Carriage

The carriage that conveys the speaker on her journey to another realm of existence functions in the poem as a multilayered symbol. Most obviously, the carriage symbolizes the transportive quality of death. That is, death involves a departure from life that transports us away from everything familiar. As the conveyance that takes the speaker on her one-way passage, the carriage symbolizes the way death removes the deceased from the life they’ve known. Perhaps less obviously, the carriage also symbolizes the speaker’s physical body. Dickinson suggests this possibility in part through word choice. In addition to being a horse-drawn wagon, the word carriage can also be used to describe a person’s physical bearing or comportment. Furthermore, given that the speaker is addressing us from beyond the grave, it’s clear that her consciousness remains intact, even as she’s left her physical form behind. Dickinson implies that the speaker will depart from her body when, after arriving at the strangely buried house, she at last steps out of the “carriage” and enters her tomb. This is the moment when she will shuffle off her mortal coil.

House

In the fifth stanza (lines 17–20), the speaker and Death arrive at a house that appears to have been buried beneath a great mound of soil:

     We paused before a House that seemed
     A Swelling of the Ground –
     The Roof was scarcely visible –
     The Cornice – in the Ground –

This strange, unsettling “House” represents the speaker’s tomb, where she will have her final resting place. The fact that her tomb appears in the form of a house symbolizes the way that death is an inverted version of life. Just as she lived in a house in life, she’ll live in a house in death. Only, instead of being above ground, her death-house will be buried. It’s appropriate that the speaker’s death-house should be underground, since the speaker’s own body will presumably be buried upon her passing. It’s also appropriate that, though recognizable as a house, the elements that make a house a home are “scarcely visible.” The speaker can barely make out the roof, much less the decorative cornice that adorns the roofline. There’s no telling, then, what the inside of this house might be like. Thus, while the house clearly symbolizes the speaker’s final dwelling place, it’s equally clear that her tomb will not be a place of homey comfort.

Horses’ heads

In the poem’s final stanza (lines 21–24), the speaker closes by describing how centuries have passed since her death:

     Since then – 'tis Centuries – and yet
     Feels shorter than the Day
     I first surmised the Horses' Heads
     Were toward Eternity –

The “Horses’ Heads” mentioned here refer to the horses that drew Death’s carriage. On the most basic level, the speaker is saying that the horses drawing the carriage were heading in the direction of “Eternity.” That is, they were taking her to her final dwelling place, which exists outside the bounds of ordinary time-bound experience. It’s important to note that the horses’ heads were facing “toward Eternity,” suggesting that they have not arrived there. In this way, the horses’ heads symbolize how the transition from life (and time) to death (and eternity) occurs beyond something like a distant horizon. This horizon constantly withdraws as you approach it, making the question of how to get beyond it a matter of profound mystery. Additionally, Dickinson’s reference to the horses may subtly allude to the four horsemen who appear in the biblical Book of Revelation. As personifications of Death, War, Famine, and Conquest, these horsemen signal the coming of the Rapture and the transition of all worthy souls into Eternity.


**Instructions for the task**. The expected output is every entry, copied exactly.

──────── Available data

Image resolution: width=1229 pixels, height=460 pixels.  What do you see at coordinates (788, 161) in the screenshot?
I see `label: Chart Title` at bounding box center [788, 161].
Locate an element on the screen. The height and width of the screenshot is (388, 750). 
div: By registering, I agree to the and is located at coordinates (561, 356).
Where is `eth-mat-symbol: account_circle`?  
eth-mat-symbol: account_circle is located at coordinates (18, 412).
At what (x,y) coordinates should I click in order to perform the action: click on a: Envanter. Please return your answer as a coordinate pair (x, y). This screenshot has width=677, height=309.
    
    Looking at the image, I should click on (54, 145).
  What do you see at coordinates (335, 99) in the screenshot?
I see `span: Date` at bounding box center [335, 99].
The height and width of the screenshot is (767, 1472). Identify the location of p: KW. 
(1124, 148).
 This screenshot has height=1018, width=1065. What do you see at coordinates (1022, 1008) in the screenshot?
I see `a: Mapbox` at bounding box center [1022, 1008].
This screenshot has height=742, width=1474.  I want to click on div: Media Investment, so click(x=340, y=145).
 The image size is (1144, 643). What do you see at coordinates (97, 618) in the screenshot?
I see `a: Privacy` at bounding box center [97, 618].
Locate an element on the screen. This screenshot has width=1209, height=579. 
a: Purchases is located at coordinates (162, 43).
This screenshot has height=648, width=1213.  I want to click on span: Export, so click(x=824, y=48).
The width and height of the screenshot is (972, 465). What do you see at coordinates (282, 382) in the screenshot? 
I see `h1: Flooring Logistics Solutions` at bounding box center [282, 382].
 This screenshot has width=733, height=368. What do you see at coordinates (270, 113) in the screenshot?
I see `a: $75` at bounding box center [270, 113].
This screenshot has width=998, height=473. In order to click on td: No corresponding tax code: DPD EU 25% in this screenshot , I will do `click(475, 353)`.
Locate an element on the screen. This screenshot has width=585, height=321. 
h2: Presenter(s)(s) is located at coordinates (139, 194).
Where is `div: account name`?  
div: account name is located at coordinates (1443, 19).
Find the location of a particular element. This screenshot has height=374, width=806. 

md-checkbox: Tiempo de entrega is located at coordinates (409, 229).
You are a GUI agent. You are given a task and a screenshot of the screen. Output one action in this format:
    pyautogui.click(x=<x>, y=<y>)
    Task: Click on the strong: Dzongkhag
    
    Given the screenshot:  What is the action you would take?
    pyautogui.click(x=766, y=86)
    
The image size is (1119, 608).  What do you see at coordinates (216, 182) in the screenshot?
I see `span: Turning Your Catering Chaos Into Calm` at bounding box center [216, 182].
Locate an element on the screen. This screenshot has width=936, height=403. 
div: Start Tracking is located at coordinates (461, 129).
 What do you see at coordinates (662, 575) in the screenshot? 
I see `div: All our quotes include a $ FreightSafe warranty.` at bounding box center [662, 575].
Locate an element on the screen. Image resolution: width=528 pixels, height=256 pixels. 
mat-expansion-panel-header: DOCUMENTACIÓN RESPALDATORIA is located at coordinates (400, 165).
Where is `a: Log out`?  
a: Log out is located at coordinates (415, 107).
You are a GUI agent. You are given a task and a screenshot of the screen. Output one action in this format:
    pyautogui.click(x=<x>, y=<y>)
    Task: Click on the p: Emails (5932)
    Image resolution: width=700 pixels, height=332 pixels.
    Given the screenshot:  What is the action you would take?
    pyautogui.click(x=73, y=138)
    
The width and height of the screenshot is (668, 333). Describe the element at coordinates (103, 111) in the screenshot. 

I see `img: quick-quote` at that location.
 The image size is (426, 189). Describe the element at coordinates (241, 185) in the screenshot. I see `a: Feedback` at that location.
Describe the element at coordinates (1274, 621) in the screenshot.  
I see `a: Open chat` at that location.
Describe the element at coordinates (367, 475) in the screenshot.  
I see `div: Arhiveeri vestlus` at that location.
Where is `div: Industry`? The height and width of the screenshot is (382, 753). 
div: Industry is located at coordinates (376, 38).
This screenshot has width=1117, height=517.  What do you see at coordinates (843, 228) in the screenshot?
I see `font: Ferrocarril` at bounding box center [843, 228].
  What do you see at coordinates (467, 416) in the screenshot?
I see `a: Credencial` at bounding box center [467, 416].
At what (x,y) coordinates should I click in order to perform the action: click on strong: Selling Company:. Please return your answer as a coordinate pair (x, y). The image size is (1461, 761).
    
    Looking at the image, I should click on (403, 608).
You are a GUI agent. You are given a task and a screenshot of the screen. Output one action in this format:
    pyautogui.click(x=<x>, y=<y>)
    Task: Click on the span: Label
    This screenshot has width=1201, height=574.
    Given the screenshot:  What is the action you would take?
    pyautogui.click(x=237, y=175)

────────────────

**Your solution**.
Image resolution: width=1229 pixels, height=460 pixels.  What do you see at coordinates (788, 161) in the screenshot?
I see `label: Chart Title` at bounding box center [788, 161].
Locate an element on the screen. The height and width of the screenshot is (388, 750). 
div: By registering, I agree to the and is located at coordinates (561, 356).
Where is `eth-mat-symbol: account_circle`?  
eth-mat-symbol: account_circle is located at coordinates (18, 412).
At what (x,y) coordinates should I click in order to perform the action: click on a: Envanter. Please return your answer as a coordinate pair (x, y). This screenshot has width=677, height=309.
    
    Looking at the image, I should click on (54, 145).
  What do you see at coordinates (335, 99) in the screenshot?
I see `span: Date` at bounding box center [335, 99].
The height and width of the screenshot is (767, 1472). Identify the location of p: KW. 
(1124, 148).
 This screenshot has height=1018, width=1065. What do you see at coordinates (1022, 1008) in the screenshot?
I see `a: Mapbox` at bounding box center [1022, 1008].
This screenshot has height=742, width=1474.  I want to click on div: Media Investment, so click(x=340, y=145).
 The image size is (1144, 643). What do you see at coordinates (97, 618) in the screenshot?
I see `a: Privacy` at bounding box center [97, 618].
Locate an element on the screen. This screenshot has width=1209, height=579. 
a: Purchases is located at coordinates (162, 43).
This screenshot has height=648, width=1213.  I want to click on span: Export, so click(x=824, y=48).
The width and height of the screenshot is (972, 465). What do you see at coordinates (282, 382) in the screenshot? 
I see `h1: Flooring Logistics Solutions` at bounding box center [282, 382].
 This screenshot has width=733, height=368. What do you see at coordinates (270, 113) in the screenshot?
I see `a: $75` at bounding box center [270, 113].
This screenshot has width=998, height=473. In order to click on td: No corresponding tax code: DPD EU 25% in this screenshot , I will do `click(475, 353)`.
Locate an element on the screen. This screenshot has width=585, height=321. 
h2: Presenter(s)(s) is located at coordinates (139, 194).
Where is `div: account name`?  
div: account name is located at coordinates (1443, 19).
Find the location of a particular element. This screenshot has height=374, width=806. 

md-checkbox: Tiempo de entrega is located at coordinates (409, 229).
You are a GUI agent. You are given a task and a screenshot of the screen. Output one action in this format:
    pyautogui.click(x=<x>, y=<y>)
    Task: Click on the strong: Dzongkhag
    
    Given the screenshot:  What is the action you would take?
    pyautogui.click(x=766, y=86)
    
The image size is (1119, 608).  What do you see at coordinates (216, 182) in the screenshot?
I see `span: Turning Your Catering Chaos Into Calm` at bounding box center [216, 182].
Locate an element on the screen. This screenshot has width=936, height=403. 
div: Start Tracking is located at coordinates (461, 129).
 What do you see at coordinates (662, 575) in the screenshot? 
I see `div: All our quotes include a $ FreightSafe warranty.` at bounding box center [662, 575].
Locate an element on the screen. Image resolution: width=528 pixels, height=256 pixels. 
mat-expansion-panel-header: DOCUMENTACIÓN RESPALDATORIA is located at coordinates (400, 165).
Where is `a: Log out`?  
a: Log out is located at coordinates (415, 107).
You are a GUI agent. You are given a task and a screenshot of the screen. Output one action in this format:
    pyautogui.click(x=<x>, y=<y>)
    Task: Click on the p: Emails (5932)
    Image resolution: width=700 pixels, height=332 pixels.
    Given the screenshot:  What is the action you would take?
    pyautogui.click(x=73, y=138)
    
The width and height of the screenshot is (668, 333). Describe the element at coordinates (103, 111) in the screenshot. 

I see `img: quick-quote` at that location.
 The image size is (426, 189). Describe the element at coordinates (241, 185) in the screenshot. I see `a: Feedback` at that location.
Describe the element at coordinates (1274, 621) in the screenshot.  
I see `a: Open chat` at that location.
Describe the element at coordinates (367, 475) in the screenshot.  
I see `div: Arhiveeri vestlus` at that location.
Where is `div: Industry`? The height and width of the screenshot is (382, 753). 
div: Industry is located at coordinates (376, 38).
This screenshot has width=1117, height=517.  What do you see at coordinates (843, 228) in the screenshot?
I see `font: Ferrocarril` at bounding box center [843, 228].
  What do you see at coordinates (467, 416) in the screenshot?
I see `a: Credencial` at bounding box center [467, 416].
At what (x,y) coordinates should I click in order to perform the action: click on strong: Selling Company:. Please return your answer as a coordinate pair (x, y). The image size is (1461, 761).
    
    Looking at the image, I should click on (403, 608).
You are a GUI agent. You are given a task and a screenshot of the screen. Output one action in this format:
    pyautogui.click(x=<x>, y=<y>)
    Task: Click on the span: Label
    This screenshot has width=1201, height=574.
    Given the screenshot:  What is the action you would take?
    pyautogui.click(x=237, y=175)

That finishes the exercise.